Monday, 3 May 2010 Entries

Treasury trapped in coprolalia land

Beware the Treasury economists’ variety of Tourette’s syndrome, which is generally betrayed by involuntary, wild-eyed outbursts of scorn for property investment.

“It’s unproductive,” they yelp.

“It leads to asset price bubbles,” they bark.

The axiomatic ‘unproductivity’ of property investment is one of the weirder maxims littering Treasury textbooks.

Twitching Treasury economists prefer spending on ‘productive physical capital’, which is code for “we should make more stuff to sell to foreigners”.

Property investment, they say, diverts scarce capital from efforts to make more widgets that help Australia trade out of its current account deficit.

In addition, many economists recoil at the phantoms of property investment bubbles that hover menacingly over their Excel spreadsheets.

However, like most well-worn mantras, the axiom of ‘unproductivity’ comes with its own contradictions and serves merely as a consolation for shallow thinking.*

For instance:

  • How is it that cities provide engines for the economy (82 percent of Australia’s GDP) and yet the built environment that houses Australia is unproductive?
  • Why was more than 70 percent of the Treasury-designed GFC-busting stimulus package directed to the construction sector if buildings are such investment duds?
  • Why is the government targeting energy efficiency in buildings if the sector is a contused economic pimple?
  • Why is the affordability of housing stock so politically crucial?
  • How is investment in roads that reduce transport times and congestion a two thumbs up economy boosting activity, while investment in houses near jobs in non-residential buildings somehow misses the mark?
  • Why is it imperative that the proposed National Broadband Network connects directly to every one of those millions of theoretically unproductive homes?
  • Why do emerging nations (including their advisors in outfits such as the World Bank) champion urban development as a short cut to economic growth and living standards?
  • For that matter, why is urbanisation regarded as one of the most significant mega trends on the planet at the same time that the buildings which comprise urban shelter are considered economic zits?

The answers are obvious to the plain thinking.

Google Chris Joye “The Housing Productivity Myth” for an incisive and erudite critique of the issue.

Joye shows that buildings play an integral role in well-functioning communities and that housing investment correlates positively to economic productivity.

He also reminds us of the economic value of the construction spending multiplier – $2.90 of economy-wide output for every construction dollar expended.

Joye is also well worth reading for his quelling of incessant housing bubble babble.

For our part, we see a direct analogy between buildings and the technological acme of modern economies and societies – the microprocessor.

Buildings are the programmable, scaleable, power packs of the modern world. Buildings and precincts connect up and integrate community activities. They are society’s productivity platform and toolkit.

More than simply big, dumb power points for economic energy flows, buildings provide the integrated circuitry, the economic technology that enables greater social opportunity.

Given the potential to radically re-design urban spaces around emerging green technologies, new building and precinct prototypes might also help save the planet.

But there’s more: the income from commercial buildings generates retirement wealth for millions of Australians. These solid property investment returns minimise strain on the nation’s welfare safety net in an ageing society.

Home ownership also delivers security. For the ever-growing cohorts of older Australians it means not shuffling large slabs of their slim pensions into dead rent.

Home ownership also gives our kids a leg-up by offering a vehicle for safely transferring the value of your hard work to the next generation.

In short, buildings, precincts and cities are hugely productive.

Treasury economists have missed a truer target for their outbursts about unproductive economic investment.

They should examine the waste caused by poorly designed taxes and scratchy regulation, including dysfunctional planning systems.

Take developer charges and planning delays on new houses. Today’s first-time home buyers incur costs not borne by previous generations.

Stratospheric development charges and needless delays force developers to raise (borrow) extra money. Developers add these (artificial) costs (with a premium for risk) to the market price of new home packages.

Families, in turn, must then borrow more to meet the artificially inflated cost of homes, which they pay off over 20 or so years – that’s two decades of compound interest on a pointless policy-induced premium.

The same story applies to commercial property investment at even higher rates of interest on dead weight costs.

Now that’s unproductive.

It’s enough to induce involuntary twitching and fits of coprolalia+ in the most mild-mannered of us all.


*For instance:
“Better safe than sorry” “Nothing ventured, nothing gained” “Many hands make light work” “Too many cooks spoil the broth.”

+ Coprolalia is the spontaneous utterance of socially objectionable words and phrases common to sufferers of Tourette’s Syndrome.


Problem to work on: In the copy you make, include no pictures, and transcribe every record exactly.

Data entries:
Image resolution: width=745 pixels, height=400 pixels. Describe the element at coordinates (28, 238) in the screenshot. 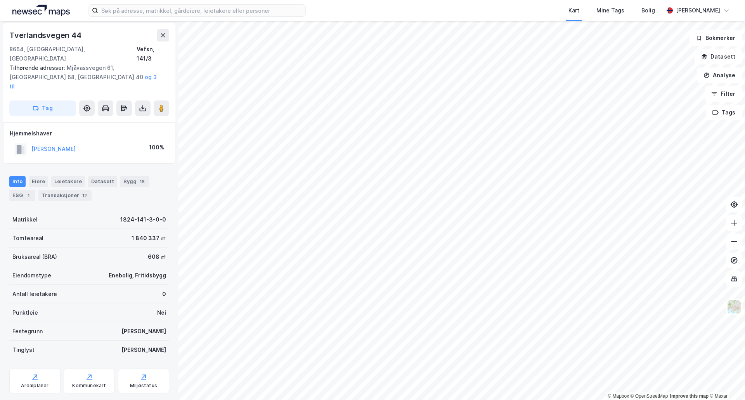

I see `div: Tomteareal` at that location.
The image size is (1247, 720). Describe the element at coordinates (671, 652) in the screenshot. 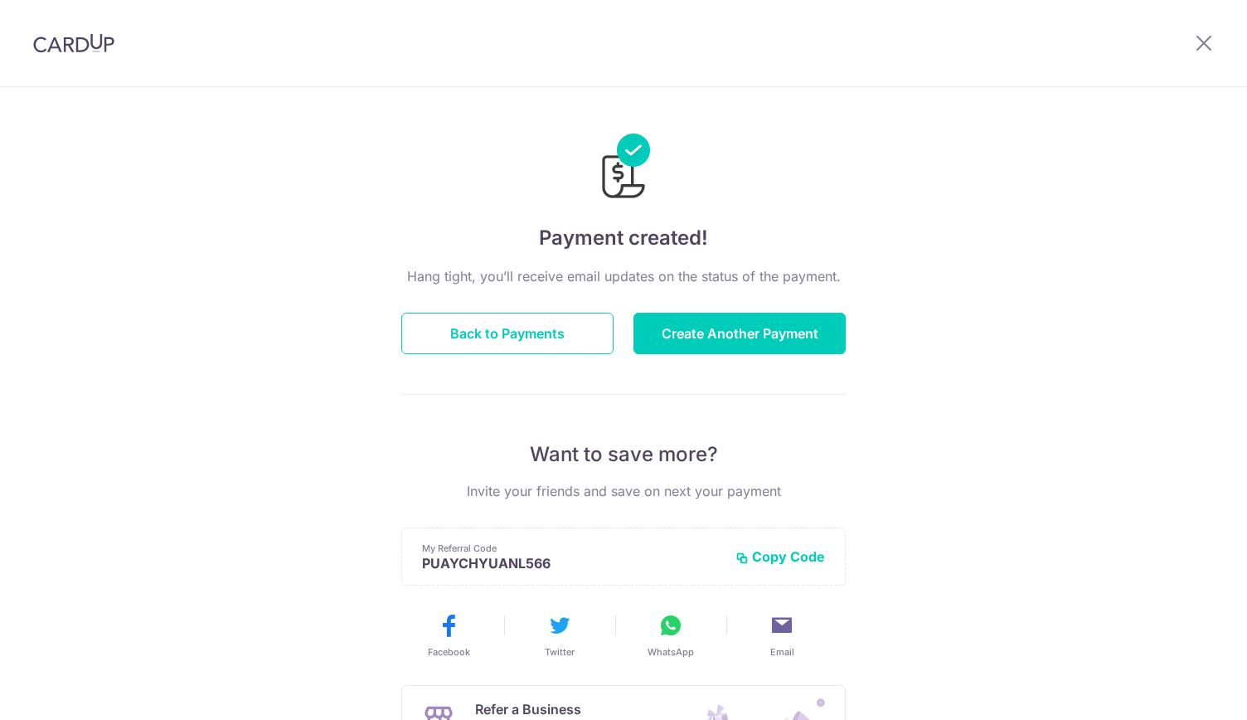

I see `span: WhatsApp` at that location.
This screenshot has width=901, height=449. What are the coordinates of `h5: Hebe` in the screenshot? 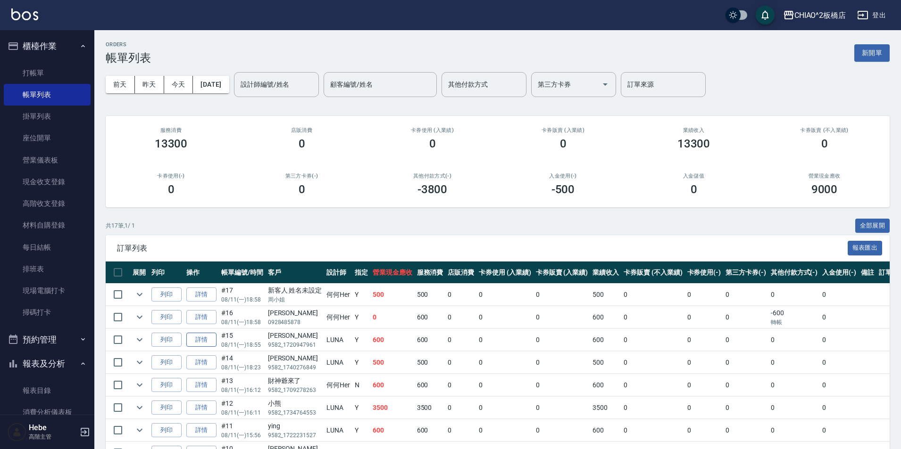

Answer to this exercise:
Image resolution: width=745 pixels, height=400 pixels. Describe the element at coordinates (28, 238) in the screenshot. 

I see `div: Tomteareal` at that location.
The image size is (1247, 720). Describe the element at coordinates (671, 652) in the screenshot. 

I see `span: WhatsApp` at that location.
This screenshot has width=901, height=449. What are the coordinates of `h5: Hebe` in the screenshot? 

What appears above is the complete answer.